INTIMATE SURREAL INSIDES
Some artists consider inside spaces as canvasses for their creative vision, focused on designing and decorating the rooms. Others celebrate the beauty of inside spaces as they exist -- unchanged -- suspended in time in whatever state the artist captures. Here is a collection of photos and paintings with beautiful insides as their subjects.
Photo: Michael Eastman. “Candy Counter.” Vanishing America Portfolio.
One of our longtime favorite photographers, Michael Eastman, makes masterpieces out of the insides of buildings that have seen better days. Although their intended grandeur has slipped into loneliness and decline, their beauty remains, albeit changed.
Photo: Michael Eastman. “Library, French Quarter.” Vanishing America portfolio.
Eastman’s new solo exhibition at Barry Friedman Gallery in New York, on now until 01.11.14, presents photographs from his Vanishing America series.
Photo: Michael Eastman. “Memphis Doorway.” Vanishing America Portfolio.
Vanishing America includes haunting images of the insides of iconic buildings, such as Main Street cinemas, French Quarter houses, and Memphis hallways. Who knew empty rooms and peeling paint could be so stunning?
Painting: Jonas Wood. “Yellow Front Hall.”
The rooms depicted in Jonas Wood paintings seem naive. But not so fast -- they are really surreal.
Homespun, warm and cozy spaces, laid out in flat color and pattern, are impressions that have been intentionally amped with light sources, shadows, and angles that are askew. They are reminiscent of Hockney paintings.
Painting: Jonas Wood. “Ovitz’ Library”
Wood’s recent exhibition at the Anton Kern Gallery included “Ovitz Library,” a portrait of the inside of Michael Ovitz’s inner sanctum. It draws you in, as if you were this entertainment mogul’s personal friend, very matter-of-factly. But it also offers you a subtle jolt of alternative perspective as if you were in a carnival funhouse.
Painting: Jonas Wood. “Kitchen with Jade and Aloe Plants.”
As in all of Wood’s paintings, in “Kitchen with Jade and Aloe Plants” you might feel as if you know the people who live inside this close space. The cheerful bright devil-may-care decor and the casual mess on the floor reek with personality.
Painting: Mattew Lopas. “Detail from Miller House”
Hendrix College art professor Matthew Lopas paints the insides of rooms as panoramas. The effect is a different spin on funhouse mirror-type images, with a bit of Escher-like perspective thrown in for good measure.
Painting: Matthew Lopas. “Baker House” 2012
When you look at Lopas’ paintings, you aren’t standing outside the room looking in, you are in.

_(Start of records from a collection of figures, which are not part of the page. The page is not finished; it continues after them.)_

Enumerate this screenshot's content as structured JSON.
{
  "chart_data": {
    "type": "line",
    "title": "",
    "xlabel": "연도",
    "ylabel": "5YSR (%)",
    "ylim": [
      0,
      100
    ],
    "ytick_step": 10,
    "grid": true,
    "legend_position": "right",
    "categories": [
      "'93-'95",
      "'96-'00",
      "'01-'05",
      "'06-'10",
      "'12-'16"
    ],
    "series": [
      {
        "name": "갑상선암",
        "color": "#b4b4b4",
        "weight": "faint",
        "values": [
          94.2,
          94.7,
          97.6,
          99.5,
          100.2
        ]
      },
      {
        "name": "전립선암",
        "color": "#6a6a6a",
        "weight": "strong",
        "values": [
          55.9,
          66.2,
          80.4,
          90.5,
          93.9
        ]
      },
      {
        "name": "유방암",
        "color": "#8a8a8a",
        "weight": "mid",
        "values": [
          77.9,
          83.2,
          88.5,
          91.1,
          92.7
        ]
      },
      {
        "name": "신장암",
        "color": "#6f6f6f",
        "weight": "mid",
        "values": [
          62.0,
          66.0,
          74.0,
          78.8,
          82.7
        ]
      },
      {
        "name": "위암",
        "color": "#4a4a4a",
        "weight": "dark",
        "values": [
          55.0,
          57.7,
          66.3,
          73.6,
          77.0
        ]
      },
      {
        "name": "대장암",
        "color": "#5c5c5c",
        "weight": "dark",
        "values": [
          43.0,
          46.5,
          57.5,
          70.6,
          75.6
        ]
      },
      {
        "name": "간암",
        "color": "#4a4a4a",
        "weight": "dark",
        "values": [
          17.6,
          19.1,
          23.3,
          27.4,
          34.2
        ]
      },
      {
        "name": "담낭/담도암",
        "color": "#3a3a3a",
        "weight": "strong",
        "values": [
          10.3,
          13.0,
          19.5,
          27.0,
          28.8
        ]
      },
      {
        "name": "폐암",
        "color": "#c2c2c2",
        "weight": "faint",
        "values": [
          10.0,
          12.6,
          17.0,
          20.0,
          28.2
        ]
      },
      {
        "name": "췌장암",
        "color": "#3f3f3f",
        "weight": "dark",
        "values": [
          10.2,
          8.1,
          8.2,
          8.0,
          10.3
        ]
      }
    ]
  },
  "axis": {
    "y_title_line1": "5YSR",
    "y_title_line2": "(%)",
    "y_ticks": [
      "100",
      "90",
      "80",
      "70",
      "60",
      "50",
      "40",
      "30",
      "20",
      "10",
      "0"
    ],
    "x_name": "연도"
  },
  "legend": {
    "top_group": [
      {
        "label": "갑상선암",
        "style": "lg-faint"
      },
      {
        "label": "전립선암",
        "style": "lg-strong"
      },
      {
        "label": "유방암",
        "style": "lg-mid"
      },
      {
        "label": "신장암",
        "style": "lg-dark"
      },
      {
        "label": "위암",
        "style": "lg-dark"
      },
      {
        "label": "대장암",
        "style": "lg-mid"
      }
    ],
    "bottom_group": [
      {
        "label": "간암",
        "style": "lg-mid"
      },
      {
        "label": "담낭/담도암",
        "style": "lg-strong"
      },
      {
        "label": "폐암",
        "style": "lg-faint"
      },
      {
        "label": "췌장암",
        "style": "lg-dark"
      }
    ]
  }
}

The warped view might make you hold on to a nearby railing to steady yourself.
Painting: Matthew Lopas. “Black Swan”
Lopas plays with perspective, fitting three dimensions into the flat canvas by creating his own curvelinear logic. His rooms seem to breathe as if alive. Perhaps it is the breath of the observer that influences the experience.

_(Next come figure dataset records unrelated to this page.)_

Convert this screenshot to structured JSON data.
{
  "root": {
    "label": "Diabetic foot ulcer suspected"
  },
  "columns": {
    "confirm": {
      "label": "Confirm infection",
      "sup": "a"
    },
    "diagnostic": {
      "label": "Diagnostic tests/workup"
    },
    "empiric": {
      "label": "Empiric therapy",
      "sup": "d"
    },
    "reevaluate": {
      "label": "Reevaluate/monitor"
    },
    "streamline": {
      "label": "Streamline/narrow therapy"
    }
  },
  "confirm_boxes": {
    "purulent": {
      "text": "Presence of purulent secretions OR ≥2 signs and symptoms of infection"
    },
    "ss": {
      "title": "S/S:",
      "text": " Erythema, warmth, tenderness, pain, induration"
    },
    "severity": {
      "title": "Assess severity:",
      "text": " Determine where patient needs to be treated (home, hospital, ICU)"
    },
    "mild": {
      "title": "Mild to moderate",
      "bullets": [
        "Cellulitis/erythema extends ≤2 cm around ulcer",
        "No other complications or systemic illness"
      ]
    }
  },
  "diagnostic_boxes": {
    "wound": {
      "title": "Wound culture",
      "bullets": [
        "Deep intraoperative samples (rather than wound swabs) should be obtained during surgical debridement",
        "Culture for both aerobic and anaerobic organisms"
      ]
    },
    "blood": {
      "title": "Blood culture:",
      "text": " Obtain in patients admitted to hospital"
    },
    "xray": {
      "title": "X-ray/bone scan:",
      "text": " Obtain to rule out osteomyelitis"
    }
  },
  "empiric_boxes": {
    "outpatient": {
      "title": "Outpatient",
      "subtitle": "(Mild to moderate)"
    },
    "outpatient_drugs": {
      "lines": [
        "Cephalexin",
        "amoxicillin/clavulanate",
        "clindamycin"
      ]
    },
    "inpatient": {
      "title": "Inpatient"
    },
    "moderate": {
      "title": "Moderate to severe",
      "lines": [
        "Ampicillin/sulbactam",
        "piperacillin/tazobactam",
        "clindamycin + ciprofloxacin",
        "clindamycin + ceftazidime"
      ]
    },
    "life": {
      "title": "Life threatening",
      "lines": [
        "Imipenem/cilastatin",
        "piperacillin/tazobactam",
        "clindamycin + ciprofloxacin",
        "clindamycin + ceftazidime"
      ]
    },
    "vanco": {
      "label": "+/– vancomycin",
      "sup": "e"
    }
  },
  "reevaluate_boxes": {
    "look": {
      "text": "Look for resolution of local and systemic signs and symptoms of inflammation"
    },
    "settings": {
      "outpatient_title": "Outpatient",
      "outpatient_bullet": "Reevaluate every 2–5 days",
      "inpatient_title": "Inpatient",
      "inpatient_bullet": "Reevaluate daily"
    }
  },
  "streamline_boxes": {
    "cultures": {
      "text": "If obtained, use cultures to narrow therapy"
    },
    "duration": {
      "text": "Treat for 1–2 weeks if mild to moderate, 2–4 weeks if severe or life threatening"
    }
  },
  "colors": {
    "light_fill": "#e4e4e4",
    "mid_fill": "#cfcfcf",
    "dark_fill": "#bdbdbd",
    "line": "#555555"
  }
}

“I go beyond these historic panoramas, however, by traveling at least 360 in the vertical, as well as the horizontal, directions. In essence I create ‘global panoramas,’” Lopas explained in a recent interview with Painting Perceptions.

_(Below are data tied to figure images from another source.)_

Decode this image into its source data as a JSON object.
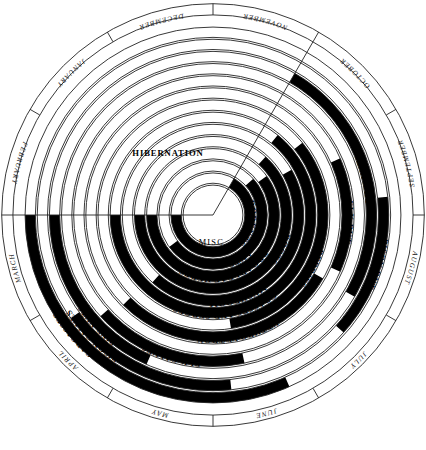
{
  "center": {
    "label": "MISC."
  },
  "hibernation": {
    "label": "HIBERNATION"
  },
  "months": {
    "direction": "counterclockwise",
    "items": [
      {
        "name": "DECEMBER",
        "index": 0
      },
      {
        "name": "JANUARY",
        "index": 1
      },
      {
        "name": "FEBRUARY",
        "index": 2
      },
      {
        "name": "MARCH",
        "index": 3
      },
      {
        "name": "APRIL",
        "index": 4
      },
      {
        "name": "MAY",
        "index": 5
      },
      {
        "name": "JUNE",
        "index": 6
      },
      {
        "name": "JULY",
        "index": 7
      },
      {
        "name": "AUGUST",
        "index": 8
      },
      {
        "name": "SEPTEMBER",
        "index": 9
      },
      {
        "name": "OCTOBER",
        "index": 10
      },
      {
        "name": "NOVEMBER",
        "index": 11
      }
    ]
  },
  "chart_data": {
    "type": "radial-gantt",
    "categories": [
      "DECEMBER",
      "JANUARY",
      "FEBRUARY",
      "MARCH",
      "APRIL",
      "MAY",
      "JUNE",
      "JULY",
      "AUGUST",
      "SEPTEMBER",
      "OCTOBER",
      "NOVEMBER"
    ],
    "angle_direction": "counterclockwise",
    "angle_start_deg": 90,
    "legend": {
      "black": "food available / activity occurring",
      "white": "not available"
    },
    "rings": [
      {
        "ring": 0,
        "label": "MISC.",
        "r_in": 0,
        "r_out": 32,
        "spans": []
      },
      {
        "ring": 1,
        "label": "RODENTS",
        "r_in": 34,
        "r_out": 45,
        "spans": [
          [
            3.0,
            11.0
          ]
        ]
      },
      {
        "ring": 2,
        "label": "ANTS",
        "r_in": 47,
        "r_out": 58,
        "spans": [
          [
            4.2,
            10.4
          ]
        ]
      },
      {
        "ring": 3,
        "label": "BROADLEAF HERBS",
        "r_in": 60,
        "r_out": 71,
        "spans": [
          [
            3.0,
            10.2
          ]
        ]
      },
      {
        "ring": 4,
        "label": "ROOTS",
        "r_in": 73,
        "r_out": 84,
        "spans": [
          [
            3.0,
            10.6
          ]
        ]
      },
      {
        "ring": 5,
        "label": "MUSHROOMS",
        "r_in": 86,
        "r_out": 97,
        "spans": [
          [
            4.6,
            10.0
          ]
        ]
      },
      {
        "ring": 6,
        "label": "GRASSES AND SEDGES",
        "r_in": 99,
        "r_out": 110,
        "spans": [
          [
            3.0,
            10.7
          ]
        ]
      },
      {
        "ring": 7,
        "label": "BERRIES",
        "r_in": 112,
        "r_out": 123,
        "spans": [
          [
            6.3,
            10.3
          ]
        ]
      },
      {
        "ring": 8,
        "label": "CUTTHROAT TROUT",
        "r_in": 125,
        "r_out": 136,
        "spans": [
          [
            4.5,
            8.0
          ]
        ]
      },
      {
        "ring": 9,
        "label": "ELK RUT",
        "r_in": 138,
        "r_out": 149,
        "spans": [
          [
            8.2,
            9.8
          ]
        ]
      },
      {
        "ring": 10,
        "label": "ELK CALVES",
        "r_in": 151,
        "r_out": 162,
        "spans": [
          [
            4.4,
            6.4
          ]
        ]
      },
      {
        "ring": 11,
        "label": "PINE NUTS",
        "r_in": 164,
        "r_out": 175,
        "spans": [
          [
            3.0,
            5.2
          ],
          [
            8.0,
            11.0
          ]
        ]
      },
      {
        "ring": 12,
        "label": "BISON CALVES",
        "r_in": 177,
        "r_out": 188,
        "spans": [
          [
            4.2,
            6.2
          ]
        ]
      },
      {
        "ring": 13,
        "label": "BISON RUT",
        "r_in": 177,
        "r_out": 188,
        "spans": [
          [
            7.6,
            9.2
          ]
        ]
      },
      {
        "ring": 14,
        "label": "CARCASSES",
        "r_in": 190,
        "r_out": 201,
        "spans": [
          [
            3.0,
            6.8
          ]
        ]
      }
    ],
    "ring_labels_order_outward": [
      "MISC.",
      "RODENTS",
      "ANTS",
      "BROADLEAF HERBS",
      "ROOTS",
      "MUSHROOMS",
      "GRASSES AND SEDGES",
      "CUTTHROAT TROUT",
      "BERRIES",
      "ELK CALVES",
      "ELK RUT",
      "PINE NUTS",
      "BISON CALVES",
      "BISON RUT",
      "CARCASSES"
    ]
  },
  "food_labels": [
    {
      "key": "rodents",
      "text": "RODENTS"
    },
    {
      "key": "ants",
      "text": "ANTS"
    },
    {
      "key": "herbs",
      "text": "BROADLEAF HERBS"
    },
    {
      "key": "roots",
      "text": "ROOTS"
    },
    {
      "key": "mushrooms",
      "text": "MUSHROOMS"
    },
    {
      "key": "grasses",
      "text": "GRASSES AND SEDGES"
    },
    {
      "key": "berries",
      "text": "BERRIES"
    },
    {
      "key": "trout",
      "text": "CUTTHROAT TROUT"
    },
    {
      "key": "elkrut",
      "text": "ELK RUT"
    },
    {
      "key": "elkcalves",
      "text": "ELK CALVES"
    },
    {
      "key": "pinenuts",
      "text": "PINE NUTS"
    },
    {
      "key": "pinenuts2",
      "text": "PINE NUTS"
    },
    {
      "key": "bisonrut",
      "text": "BISON RUT"
    },
    {
      "key": "bisoncalves",
      "text": "BISON CALVES"
    },
    {
      "key": "carcasses",
      "text": "CARCASSES"
    }
  ],
  "colors": {
    "ink": "#111111",
    "fill_black": "#000000",
    "fill_white": "#ffffff",
    "background": "#ffffff"
  }
}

Read more about Beautiful Insides, as they relate to Arts/Design, Nature/Science, Food/Drink, Place/Time, Mind/Body, and Soul/Impact, including Beautiful Inside Stories, Beauty Inside Ancient Cores, and Beautiful Insides to Admire & Taste.
Get busy and enter the BN Competitions, Our theme this week is Beautiful Insides. Send in your images and ideas. Deadline is 11.17.13.
Image: Courtesy of InterActiveMediaSW.
Also, check out our special competition: The Most Beautiful Sound in the World! We are thrilled about this effort, together with SoundCloud and The Sound Agency. And we can’t wait to hear what you’ve got!